A lot of the praise for Andor centers on its sensitive treatment of the very concept of rebellion (I particularly recommend Abigail Nussbaum’s review). Where shows that broach this theme sometimes speak of rebellion as a good in its own right, Gilroy uses Andor as a vehicle to explore how oppressive systems drive one to rebel, and weaves that central premise deeply into the fabric of the show. Cassian is obviously exhibit A for this process, but it also manifests in Mon Mothma’s arc when she gradually realizes that her diligent opposition in the Senate is futile and Keno Loy’s (Andy Serkis) epiphany that the prison industrial complex is rigged, as well as in a host of smaller characters and moments that reveal the myriad of ways that can lead people at all levels of society into rebellion.
But Andor is also a show about how an empire sets in. Princess Leia (Carrie Fisher) memorably declares to Peter Cushing’s Grand Moff Tarkin in Star Wars (1977), “The more you tighten your grip, Tarkin, the more star systems will slip through your fingers,” but the Empire by this point is fully-developed.
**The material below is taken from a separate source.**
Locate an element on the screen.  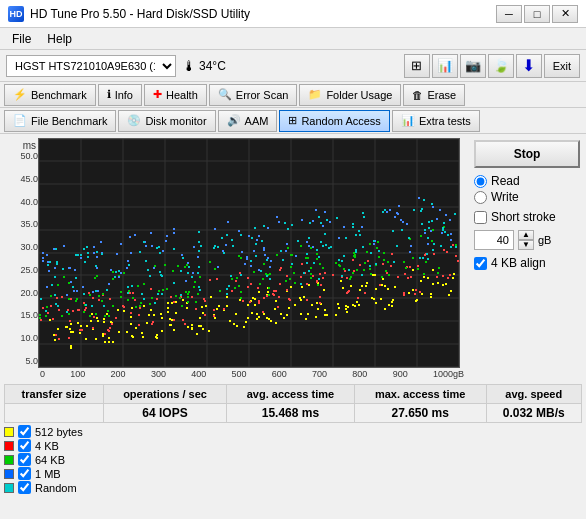
y-val-1: 45.0 is located at coordinates (21, 179).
They have a space station capable of destroying planets. The Empire clearly has a war machine in Andor, but it is hardly unassailable and if the Death Star is under construction, as there is some suggestion that the parts the prisoners are assembly parts for, we don’t know about it. Rather, the cruel machinery of Empire churns in more mundane ways: the board rooms of the security services, the imperial courtroom of the imperial magistrates, the prisons that despoil the environment, and the decisions to deter indigenous communities from their sacred spaces to clear the way for a new installation. More people interface with these systems than would have seen the Death Star. And, critically, they are created and perpetuated by people. Not faceless systems or the embodiment of evil, people.
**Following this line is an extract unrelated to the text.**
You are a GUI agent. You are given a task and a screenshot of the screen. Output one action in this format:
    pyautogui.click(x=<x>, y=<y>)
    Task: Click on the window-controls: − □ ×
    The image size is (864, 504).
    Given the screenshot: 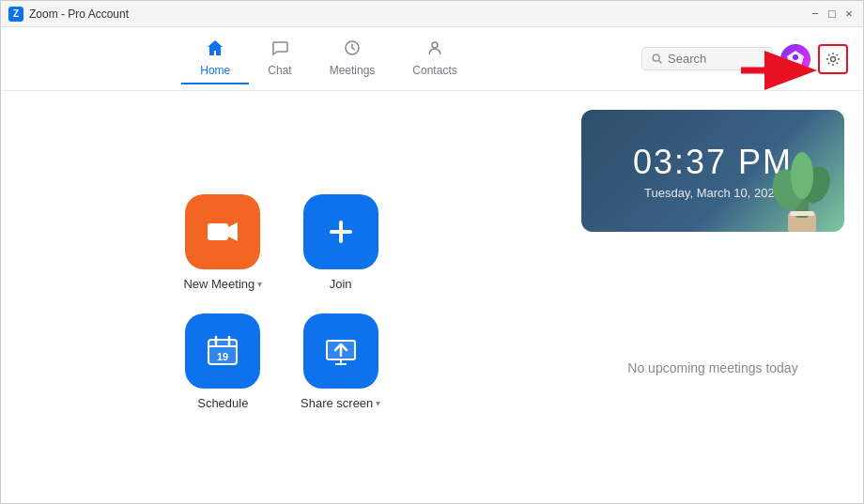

And these systems are hard to resist, especially when you can’t see the whole picture. Resistance is a lonely, dangerous path that requires sacrifice, as captured in an exchange between Luthen and Lonni Jung (Robert Emms).
Lonni: “My sacrifice, it means nothing to you. Does it?
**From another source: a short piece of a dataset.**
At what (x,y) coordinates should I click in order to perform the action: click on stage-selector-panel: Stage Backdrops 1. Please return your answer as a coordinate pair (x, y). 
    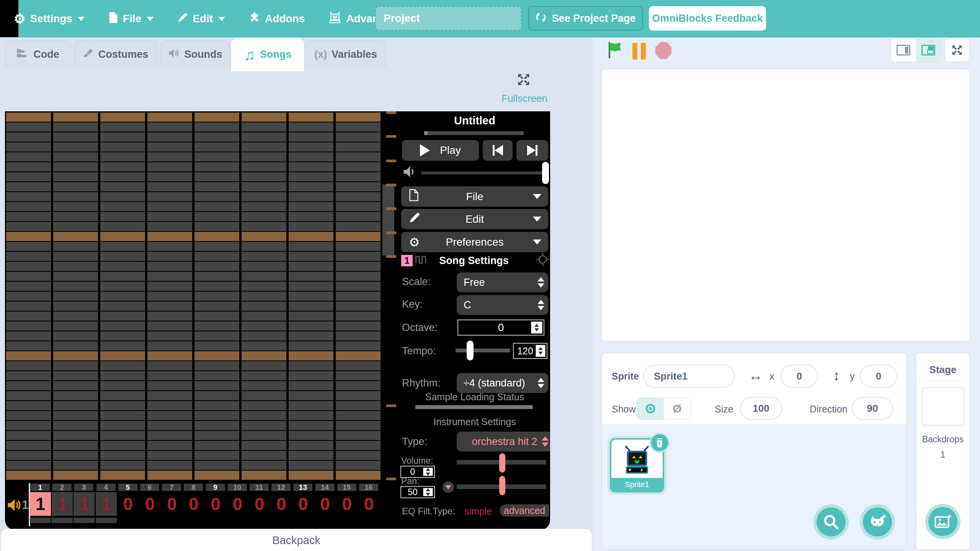
    Looking at the image, I should click on (943, 452).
Luthen: “I said I think of you constantly, and I do. Your investment in the Rebellion is epic. A double life? Every day a performance? The stress of that? We need heroes, Lonni, and here you are.”Lonni: “And what do you sacrifice?”
For all of this, I was particularly struck by how little this show relies on the existing mechanics of Star Wars canon.
Back in June I lamented that the attempts to “fill in the gaps” of the Star Wars mythology were strangling the franchise. Even a film like Rogue One, which I generally liked, tried to tell a fresh story while still bringing in Tarkin, Leia, and Vader–a choice that I thought undermined a lot of what it did well. By contrast, Andor brings in Cassian and Saw (Forest Whittaker) who had been introduced in Rogue One and builds out the character of Mon Mothma, who was briefly introduced in Return of the Jedi (1983, played by Caroline Blakiston). The emperor is mentioned a few times and once, that I caught, as Palpatine, Coruscant, the capital is a frequent setting, and the visual language is unmistakably Star Wars, but there the connections end. There is no Tatooine and no mention of the force. The doings of the Jedi and the Sith might as well be mythology, for all that they affect these people’s lives. Instead, Gilroy breathes life into a series of specific settings and characters, whether for the full twelve episodes or just a few minutes, which makes this both more harrowing and more memorable than anything Star Wars since the original trilogy.
In other words, this is exactly what I had hoped for from a Star Wars show.